On February 12, 1909, the centennial of Abraham Lincoln's birth, the cornerstone was laid by President Theodore Roosevelt and the building was dedicated on November 9, 1911, by President William Howard Taft. [3] Almost a hundred years after Thomas Lincoln moved from Sinking Spring Farm, a similar log cabin was placed inside the Memorial Building.
It is made of 115-year-old logs. The furnishings were made by Thomas Lincoln as an artisan. [6] Captain Abraham Lincoln, the president's grandfather, had moved to the site from Virginia in 1781 and 1782 with his wife Bathsheba and their children following the American Revolutionary War. [2] He was killed in May 1786 in an attack by an American ...
The Lincoln Marriage Temple is a brick structure, housing the reconstructed log cabin where Abraham Lincoln's parents, Thomas Lincoln and Nancy Hanks, were married. [ 7 ] The George Rogers Clark Federal Monument (not to be confused with the George Rogers Clark National Historical Park in Vincennes, Indiana ) was designed by architect Francis ...
A tablet marking Lincoln's First Home in Illinois.
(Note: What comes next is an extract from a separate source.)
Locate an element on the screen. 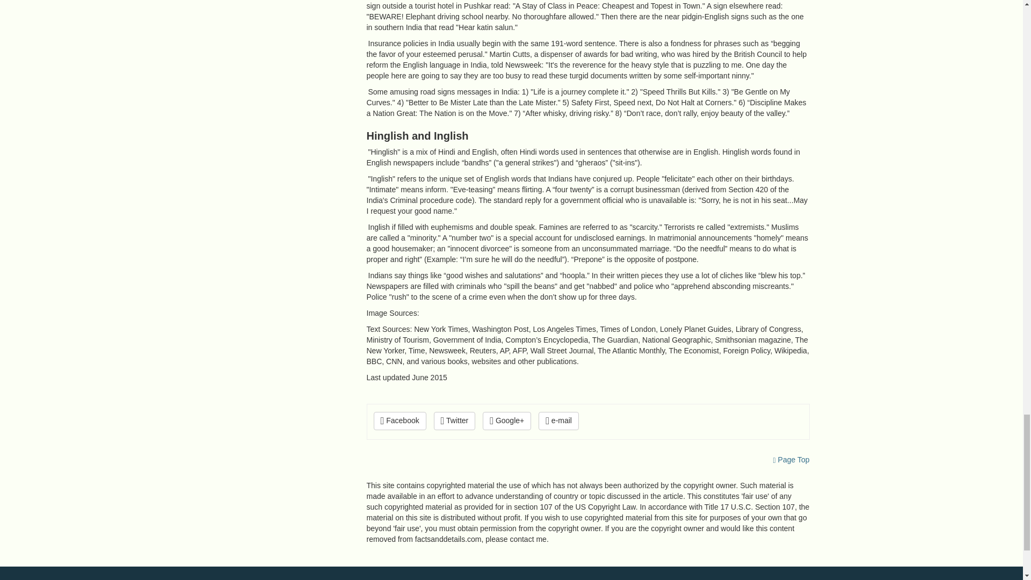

The abandoned Lincoln cabin remained on the site and was re-used as a school house and a farm building. [4] It was ignored until 1865 when it was dismantled and shipped for public viewing to Chicago; Boston Common; and finally the private museum in New York City operated by showman P.T. Barnum.
The Mordecai Lincoln House is the only home of any member of the Lincoln family that still stands in Kentucky. The homes of Abraham Lincoln's father Thomas Lincoln, Sinking Spring Farm and Knob Creek Farm, were both razed in the 19th century, as was Mordecai's Grayson County home. His brother Josiah Lincoln's log cabin was destroyed in 1941. [6]
Abraham Lincoln was born on February 12, 1809 in a log cabin on Sinking Spring Farm near Hodgenville, Kentucky. [2] The second child of Thomas Lincoln and Nancy Hanks Lincoln, he was a descendant of Samuel Lincoln, an Englishman who migrated from Hingham, Norfolk, to its namesake, Hingham, Massachusetts, in 1638.
Image of Lincoln's log cabin. The Lincoln-Hanks-Hall families departed Indiana in early March 1830. It is generally agreed they crossed the Wabash River at Vincennes, Indiana, into Illinois, and the family settled on a site selected in Macon County, Illinois, [106] 10 miles (16 km) west of Decatur.